In many ways, I see the message capacities of IMing as rather like a subset of IRC, with the primary difference being that the "main channel" for a given provider doesn't permit messages that go to everyone thereupon. But AIM users are all effectively "on a a single channel" (if an immense one), and can see "who's on", private-message anyone on that channel, etc. Likewise for Yahoo or MSN or whatnot. Setting up a "chat" with >2 users is analogous to starting a new private channel. Logging in to an IRC server == logging in to one's IM account. Identity guarantees are much less strict with IRC, but they do exist - there are 'nick reservation' services which can provide some measure of "Nickname X corresponds to Person Y" assurances.

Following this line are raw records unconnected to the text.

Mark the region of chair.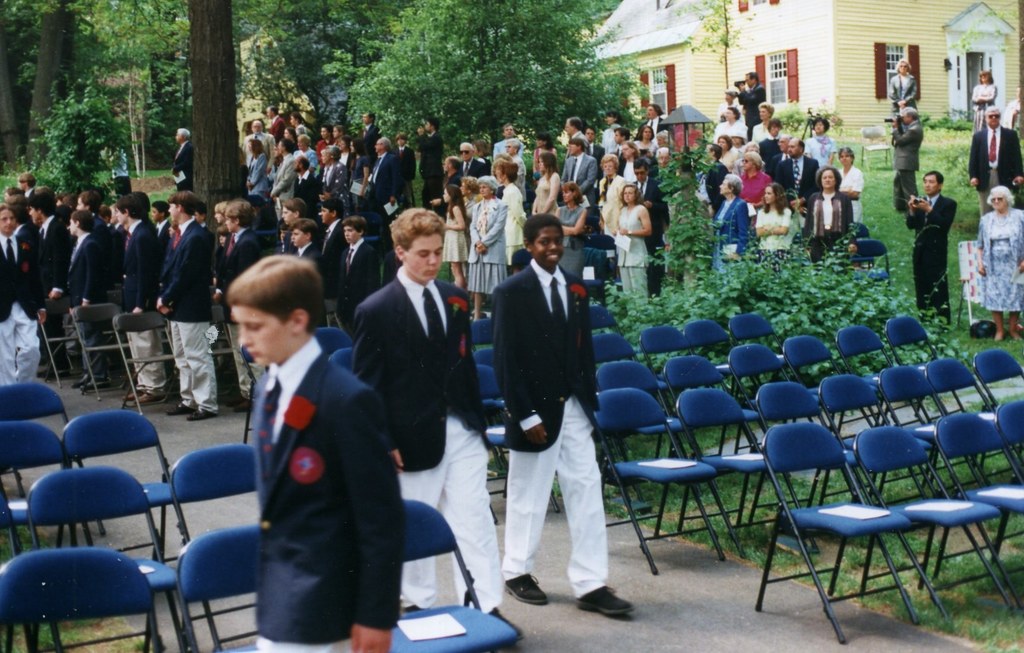
Region: left=0, top=552, right=157, bottom=652.
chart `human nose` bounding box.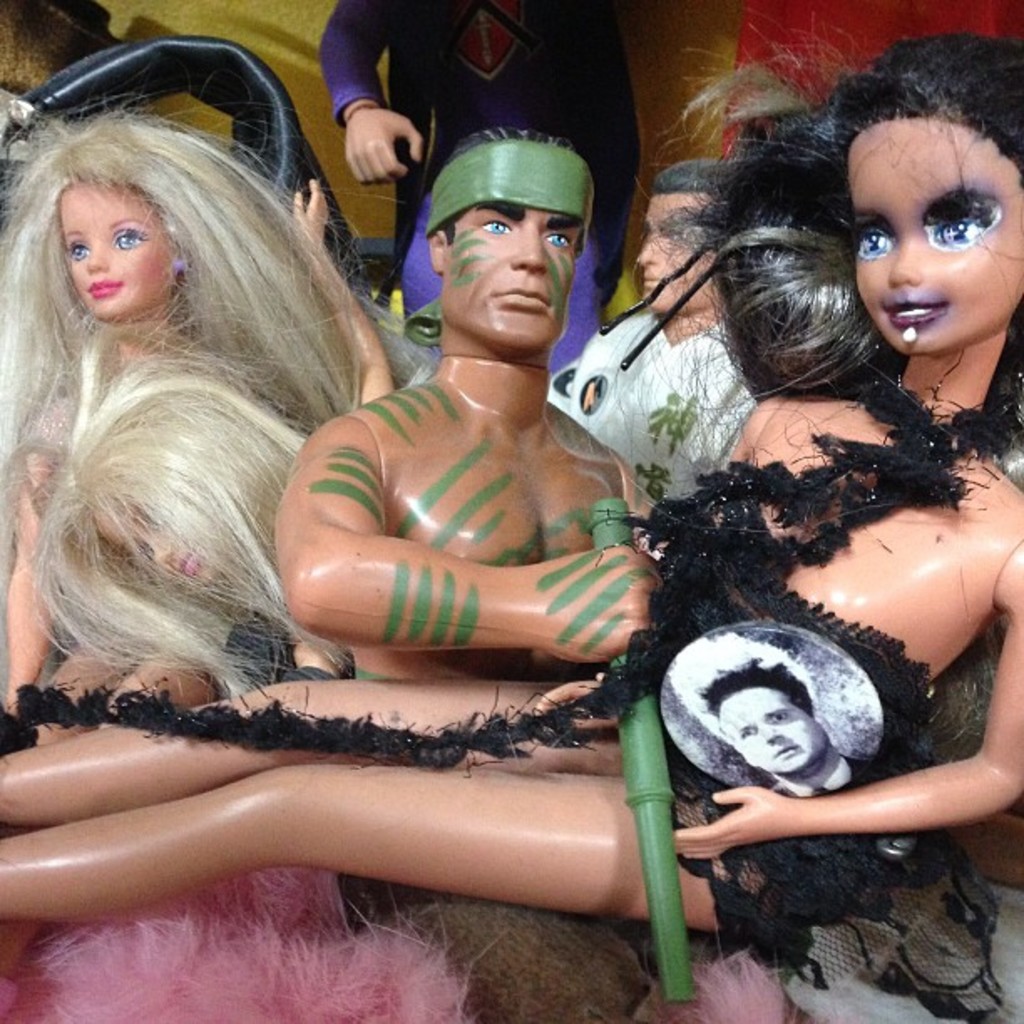
Charted: {"x1": 634, "y1": 234, "x2": 654, "y2": 264}.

Granted, IRC and IM are oriented towards different uses, but from a functional capability standpoint, they're not really that dissimilar. (There are plenty of differences in auxillary capabilities - file transfers, userpics, etc - but those aren't the core person-to-person communication at the heart of each.)
If nothing else, there are programs (Trillian) which are both IM and IRC clients, and one of the prime reasons I don't IM outside of work is because IRC fulfills similar needs/desires on my part.
(no subject)
Date: 2004-08-20 05:58 pm (UTC)Likewise for IM; I've had several jobs (including my current one) where we communicate via IM, and in my experience we all have the sense only to IM someone about work when they're working.
(no subject)
Date: 2004-08-21 11:37 am (UTC)I'm starting to waver, though, because I've been in situations the last couple of months where I knew I was going to be delayed getting where I said I would be and have no way to let anybody know. Wonder if it's possible to get a cell that is outgoing only, and only charges me when/if I actually use it. Nobody else needs to know I didn't magically find a payphone that worked and didn't want my firstborn child as payment.
(no subject)
Date: 2004-08-21 03:22 pm (UTC)(no subject)
Date: 2004-08-22 06:18 pm (UTC)(no subject)
Date: 2004-08-30 06:38 pm (UTC)Knowing Steve, admittedly not nearly as well as you do, he'd probably convince himself that whatever it was wasn't sufficiently important, and you'd end up wasting your money on the cell.
There are prepaid cells, but they're rather a bit of a ripoff. They take incoming calls but you could always not give out the number (unfortunately, it'll probably show up on the other person's caller ID). I had one for a while in Iowa, for emergencies.
Intrusion management
Date: 2004-08-21 02:31 pm (UTC)First, there's the on/off switch. When I'm in a situation where I don't want the phone to bother me, I can simply turn it off. Anyone who calls during that time will be sent to my voicemail, and can leave a message that I'll pick up when I turn the phone back on.
One feature I love about my current phone is accepted caller lists. I can give it a list of contacts (either individuals or groups) from my address book, and tell it to only accept calls from them. Anyone else is shunted to voice mail. I can have multiple such lists pre-defined for various situations, and easily switch between them. During the day, my phone routinely will ring whenever anyone calls. Based on caller ID, I can choose to answer or not. At night, my phone won't sound an alert for new messages or voicemail, and won't ring for anyone but my family and close friends.